Recently, Justice Gorsuch has continued his attack on Chevron deference by writing a statement accompanying the denial of certiorari, joined by Roberts and Alito, that raised serious questions about the decisions of some lower courts to extend Chevron deference to contracts entered into with administrative agencies.  Gorsuch writes that it is one thing to provide Chevron deference for agency interpretation of statutes (which he clearly does not favor) and quite another to provide Chevron deference for interpreting contracts into which the agency entered (which he seems to regard as an excessive extension of Chevron).  Gorsuch appears to favor traditional contract interpretation – which would be more fair-minded – than this Chevron extension.

So far so good.  I agree that Chevron is mistaken and it should not be extended to contract interpretation.

In making his argument, however, Gorsuch referenced one of these traditional contract interpretive rules: “Usually, of course, judges look to the tested and pretty ancient rules of contract construction. For example, we often resolve contractual ambiguities against the party who wrote the agreement, in part on the theory that the drafter might have avoided the dispute by picking clearer terms.”

This latter rule of resolving contractual ambiguities against the drafter – contra proferentem – is in my view a problematic interpretive rule.  In my earlier career as an insurance scholar, I wrote a piece entitled “The Ambiguity Rule and Insurance Law: Why Insurance Contracts Should Not Be Construed Against the Drafter.”  In the insurance context, where the rule is applied most strongly, I argued that the rule has various problematic features.  First, it provides a variety of unfortunately incentives, such as inducing insurers to write harder to read contracts, because they have to spell out more to avoid ambiguity.  Second, it provides protection to insureds when they did not necessarily need it, since there is little reason to believe that ambiguous provisions are unfair to them.  Third, it discourages the courts from considering the purposes of the parties in resolving ambiguities, because it seems to say that the insurer should lose concerning unclear provisions, even if the parties’ purposes might support the insurer.

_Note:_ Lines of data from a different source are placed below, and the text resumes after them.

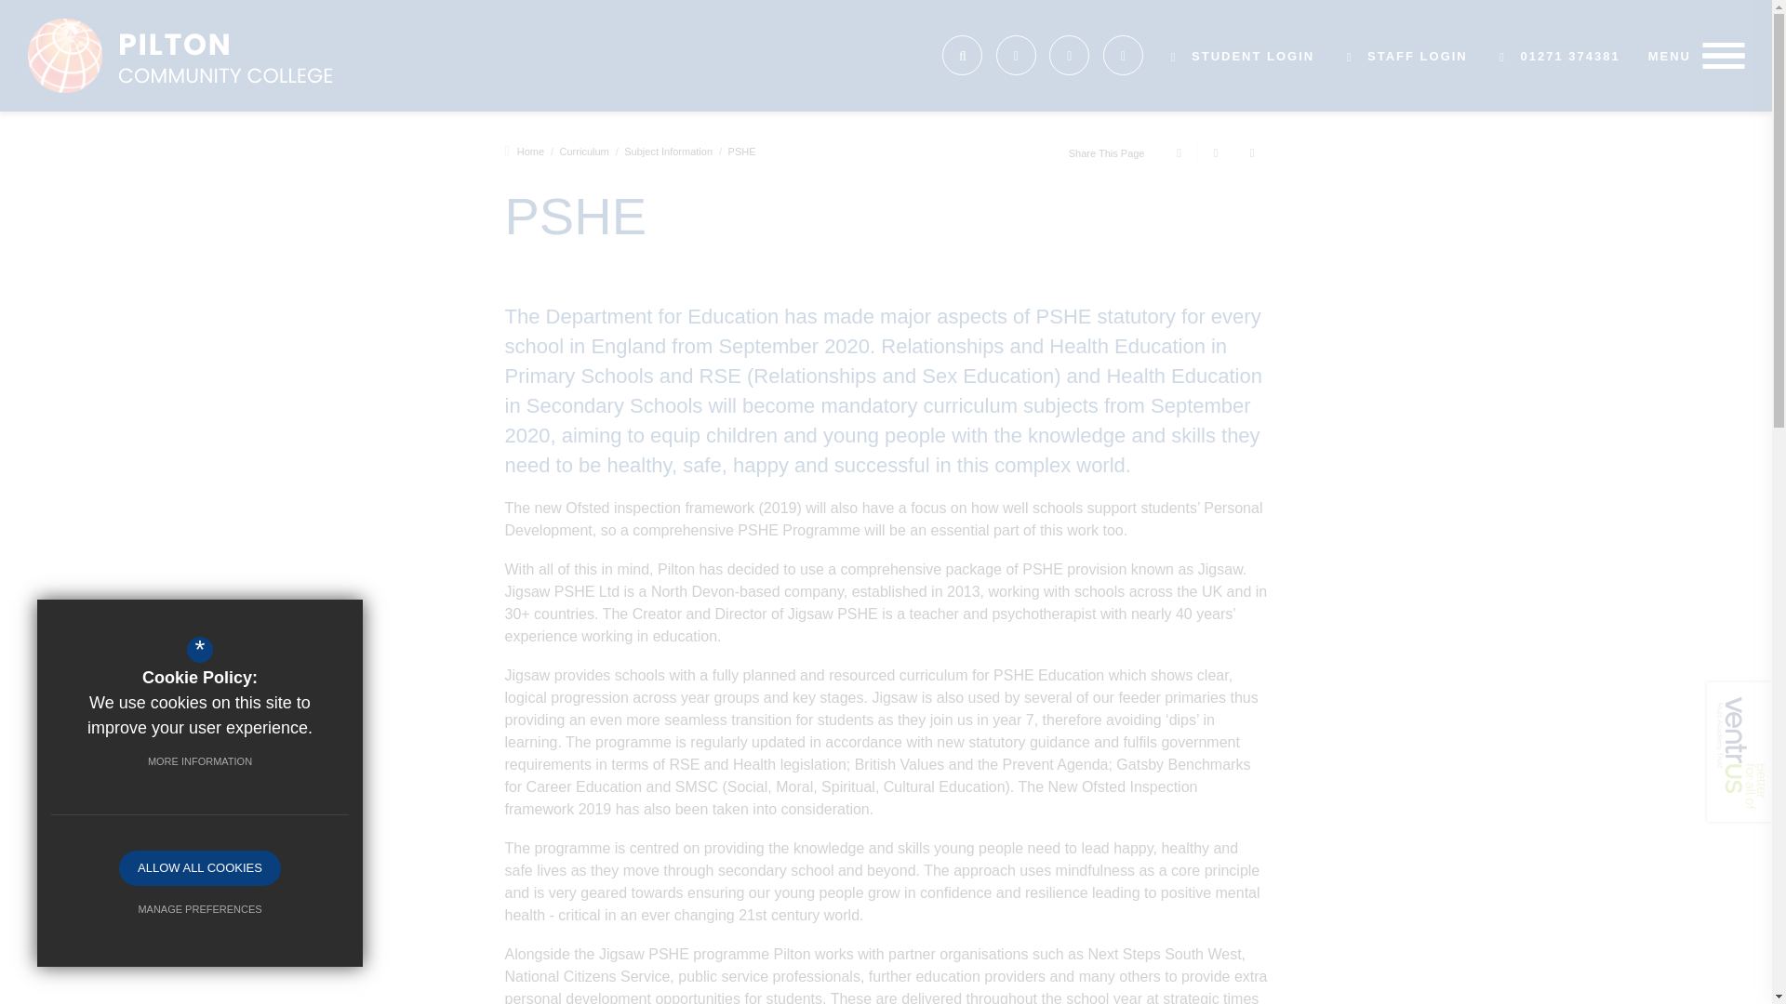  I want to click on Twitter, so click(1070, 55).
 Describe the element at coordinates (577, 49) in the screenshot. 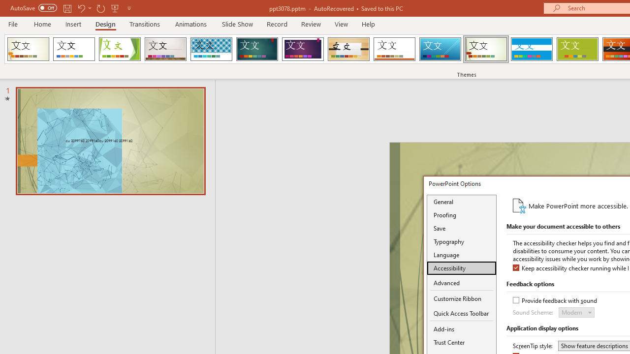

I see `Basis Loading Preview...` at that location.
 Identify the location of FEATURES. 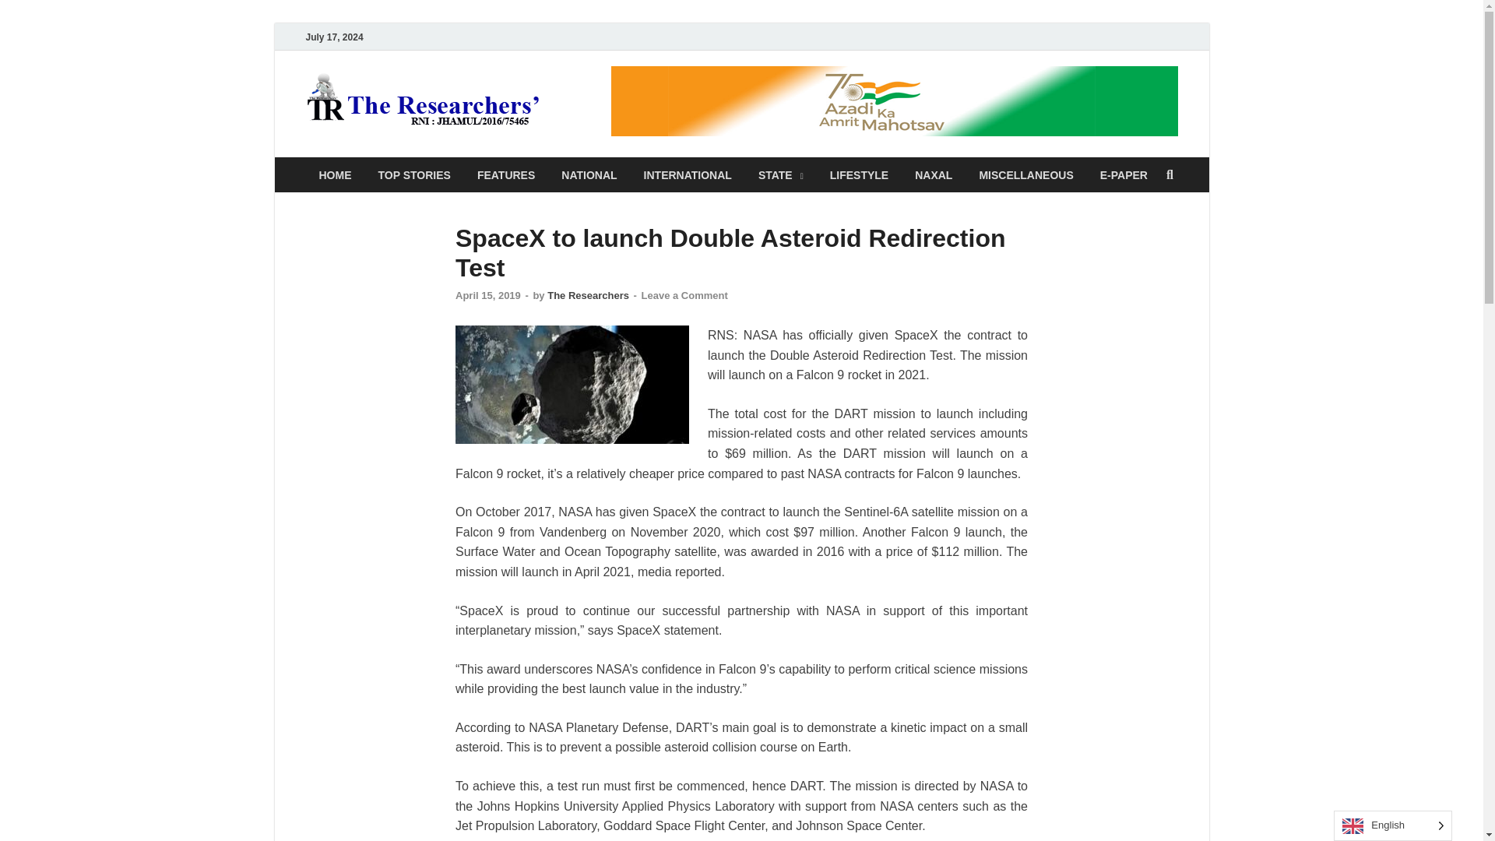
(506, 174).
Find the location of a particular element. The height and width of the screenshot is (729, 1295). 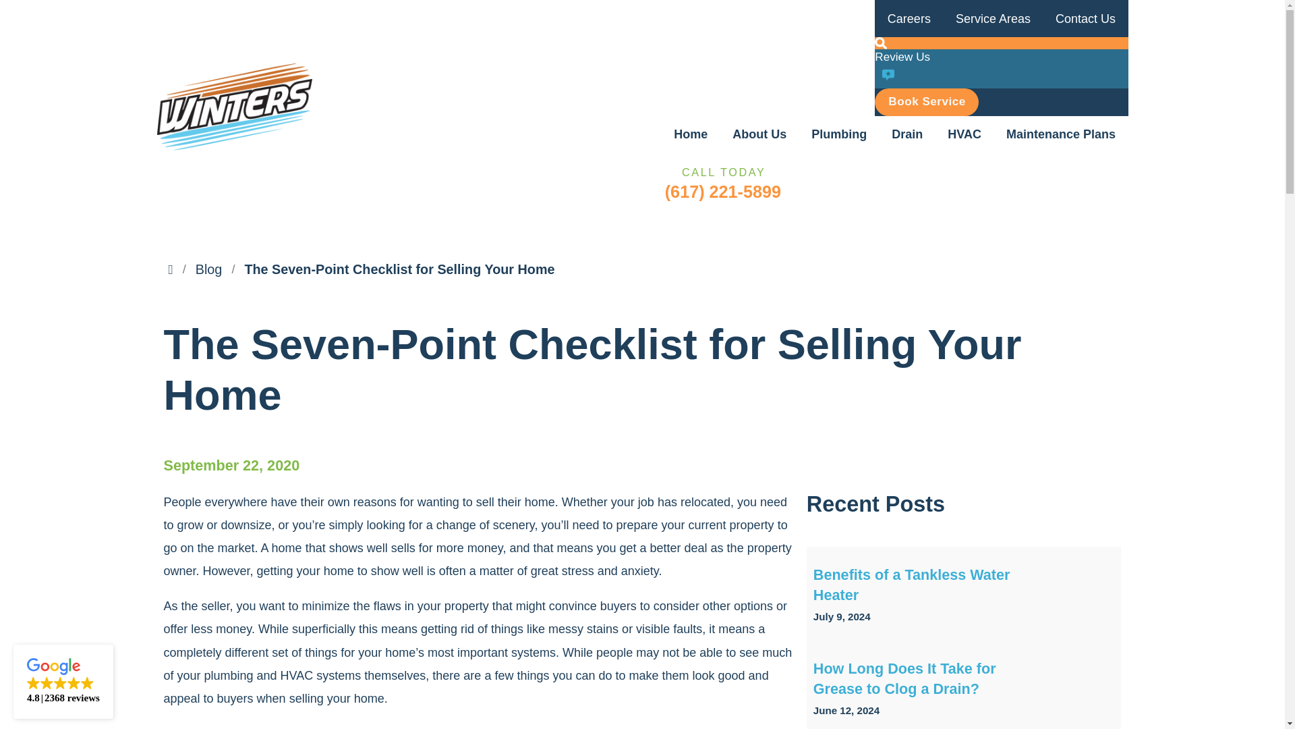

Plumbing is located at coordinates (839, 134).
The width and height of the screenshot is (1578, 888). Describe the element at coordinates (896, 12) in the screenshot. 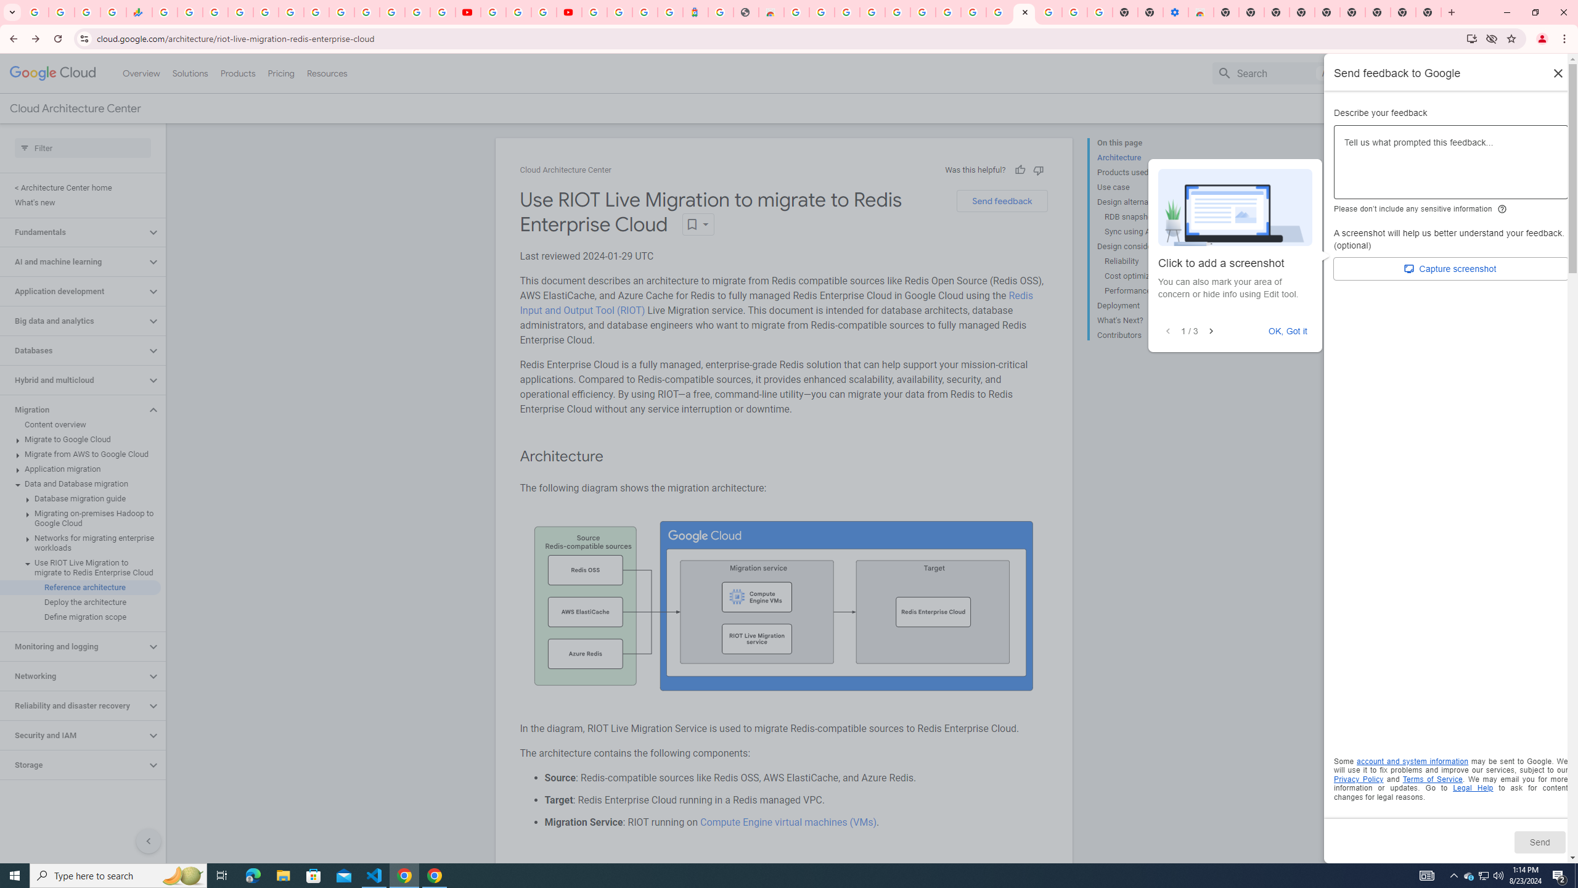

I see `Sign in - Google Accounts` at that location.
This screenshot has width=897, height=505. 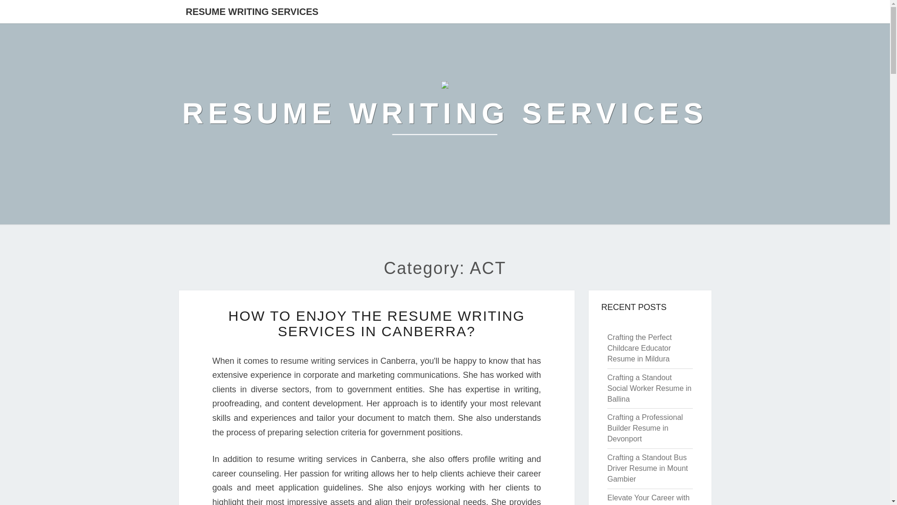 What do you see at coordinates (377, 323) in the screenshot?
I see `HOW TO ENJOY THE RESUME WRITING SERVICES IN CANBERRA?` at bounding box center [377, 323].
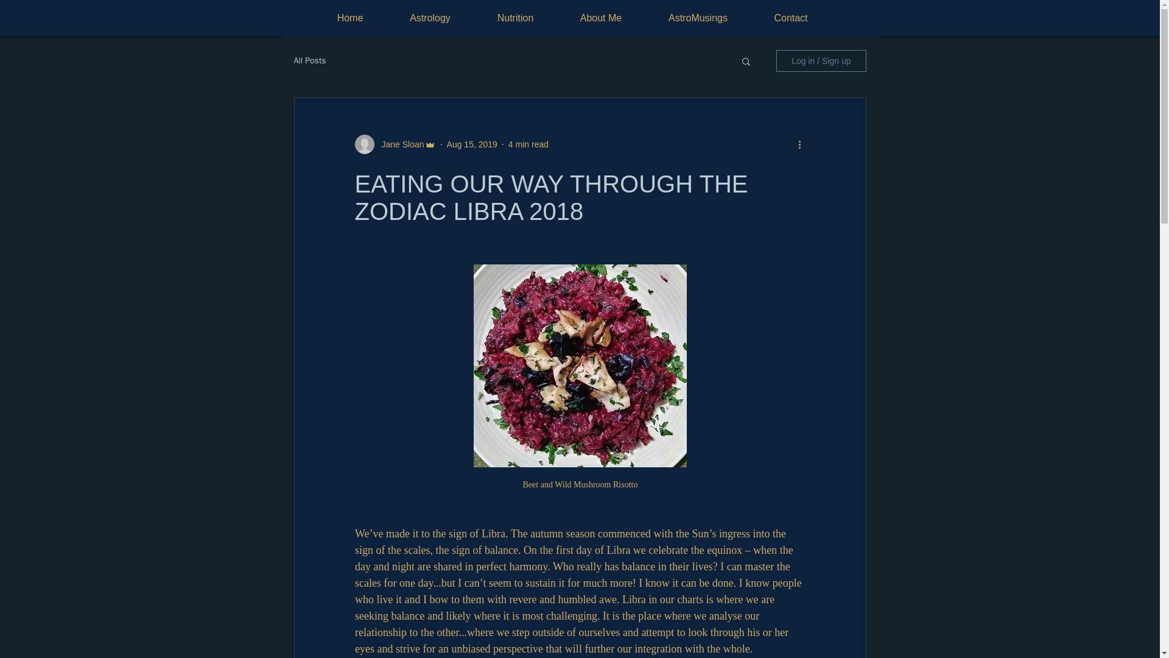 This screenshot has height=658, width=1169. What do you see at coordinates (772, 18) in the screenshot?
I see `Contact` at bounding box center [772, 18].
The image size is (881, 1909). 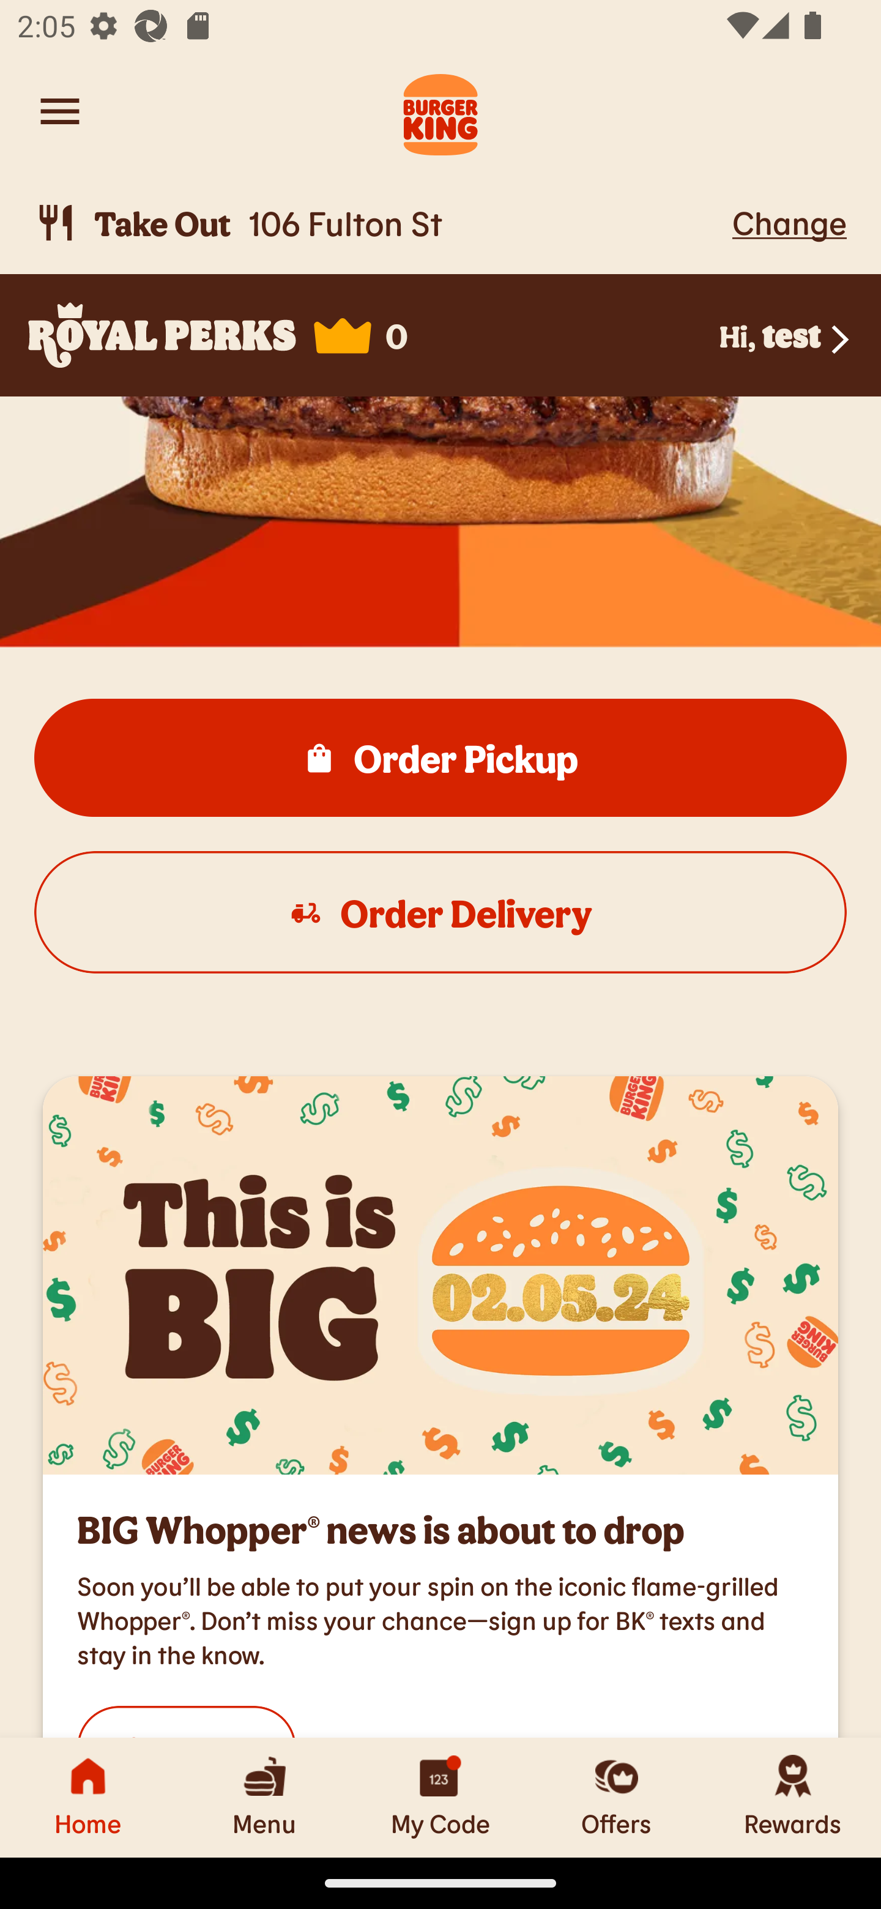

I don’t favor replacing one ambiguity rule (Chevron) with another one (contra proferentem).  Ambiguities sometimes makes sense (such as the one that asks judges to interpret provisions based on purposes), but often they do not.  That is the case with both Chevron and contra proferentem).

Of course, my policy views about the contra proferentem should not influence the Supreme Court in this case.  So Gorsuch is correct in his (apparent) claim that Chevron should not apply to contract interpretation and that traditional contract interpretive principles, including contra proferentem, should apply.